HSBC has paid about £3.8bn to date while PPI has cost Yorkshire/Clydesdale Bank a total of £2.6bn.

BankCost so far
Lloyds£20.1bn
Barclays£9.7bn
RBS£5.3bn
HSBC£3.8bn
Yorkshire/Clydesdale£2.6bn
Bank of America (MBNA)£1.8bn
Santander£1.6bn
Citibank (Egg)£0.8bn
Northern Rock / UKAR£0.6bn
Co-operative bank£0.5bn
Other£1.5bn
Total~£48bn

But according to New City Agenda, this is only about half of the amount actually owed to consumers as major banks have only made contact or received complaints from around half of the consumers they had sold PPI to since 2000.

Payment protection insurance, which was missold to thousands of consumers from as early as the 1980s, was sold alongside finance agreements which insured payments were made if the borrower was unable to make them due to sickness or unemployment.

The full extent of the misselling of PPI was exposed in 2005/06 when the Financial Services Authority — now the FCA — started fining banks over the sale of such protection.

It has since emerged that the misselling was fuelled by staff incentive schemes and a sales culture which led to bank staff being put under heavy pressure to sell PPI and some senior bonuses depending on sales rates.

The FSA estimated that £44bn of PPI premiums was sold by banks between 1996 and 2012 alone, with profits of at least £21bn.
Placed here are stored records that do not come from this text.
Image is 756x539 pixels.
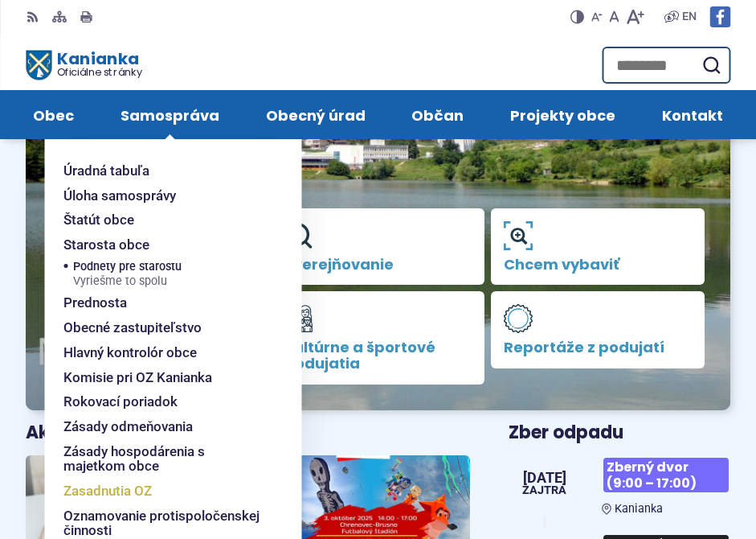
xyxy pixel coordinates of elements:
a: Zasadnutia OZ [63,478,263,504]
span: Komisie pri OZ Kanianka [63,365,212,390]
a: Zásady hospodárenia s majetkom obce [63,439,263,478]
a: Úloha samosprávy [63,183,263,208]
a: Obecné zastupiteľstvo [63,316,263,340]
span: Podnety pre starostu [73,258,182,291]
a: Zberný dvor (9:00 – 17:00) Kanianka [DATE] Zajtra [509,451,731,516]
a: Rokovací poriadok [63,390,263,414]
span: [DATE] [523,471,567,485]
h3: Aktuality [26,423,109,443]
span: Projekty obce [511,90,616,139]
a: Komisie pri OZ Kanianka [63,365,263,390]
span: EN [682,7,697,26]
span: Reportáže z podujatí [504,339,692,356]
a: Zverejňovanie [272,208,485,286]
a: Obecný úrad [259,90,373,139]
span: Starosta obce [63,233,149,258]
span: Hlavný kontrolór obce [63,340,197,365]
span: Samospráva [120,90,219,139]
a: Kontakt [655,90,731,139]
span: Kanianka [615,502,663,516]
a: EN [679,7,700,26]
span: Chcem vybaviť [504,257,692,273]
h1: Kanianka [51,50,142,78]
h3: Zber odpadu [509,423,731,443]
a: Logo Kanianka, prejsť na domovskú stránku. [26,50,142,80]
a: Reportáže z podujatí [491,291,705,368]
span: Obecné zastupiteľstvo [63,316,202,340]
a: Starosta obce [63,233,263,258]
a: Samospráva [113,90,227,139]
a: Podnety pre starostuVyriešme to spolu [73,258,263,291]
span: Obec [33,90,74,139]
span: Zásady odmeňovania [63,414,193,439]
span: Rokovací poriadok [63,390,177,414]
a: Prednosta [63,291,263,316]
span: Kultúrne a športové podujatia [285,339,472,372]
span: Úloha samosprávy [63,183,176,208]
span: Občan [412,90,464,139]
span: Zajtra [523,485,567,496]
span: Štatút obce [63,207,134,233]
span: Prednosta [63,291,127,316]
span: Zasadnutia OZ [63,478,152,504]
span: Obecný úrad [266,90,366,139]
img: Prejsť na Facebook stránku [709,7,731,27]
span: Vyriešme to spolu [73,276,182,288]
span: Kontakt [663,90,723,139]
a: Štatút obce [63,207,263,233]
span: Oficiálne stránky [56,66,142,78]
a: Zásady odmeňovania [63,414,263,439]
a: Hlavný kontrolór obce [63,340,263,365]
a: Občan [405,90,471,139]
a: Projekty obce [503,90,623,139]
a: Úradná tabuľa [63,159,263,183]
span: Zverejňovanie [285,257,472,273]
a: Chcem vybaviť [491,208,705,286]
span: Úradná tabuľa [63,159,149,183]
a: Kultúrne a športové podujatia [272,291,485,385]
span: Zberný dvor (9:00 – 17:00) [604,458,729,492]
img: Prejsť na domovskú stránku [26,50,51,80]
a: Obec [26,90,81,139]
According to the FCA, banks have upheld around 71 per cent of complaints made about PPI misselling, but the figure rises to 80-90 per cent when including complaints about the bank failing to disclose excessive commissions for selling PPI.

The deadline set by the Financial Conduct Authority for consumers to complain to their bank or lender about missold PPI falls next week (August 29), but those that are rejected could still be heard by the Financial Ombudsman Service for six months after that date.

As of May 2019, FCA data showed banks had paid £35.7bn in PPI compensation, the total gradually falling from 2012 but peaking in 2018 as the deadline approached.

The figures for 2019 are expected to increase once more with last minute complaints.

 

PPI was profitable for banks because the level of claims paid out was low, according to New City Agenda.

The group told FTAdviser that just 16 per cent of the money collected by PPI premiums was paid out in claims between 2002 and 2006, which meant PPI sales represented a significant percentage of retail banking profits in the years in which it was sold.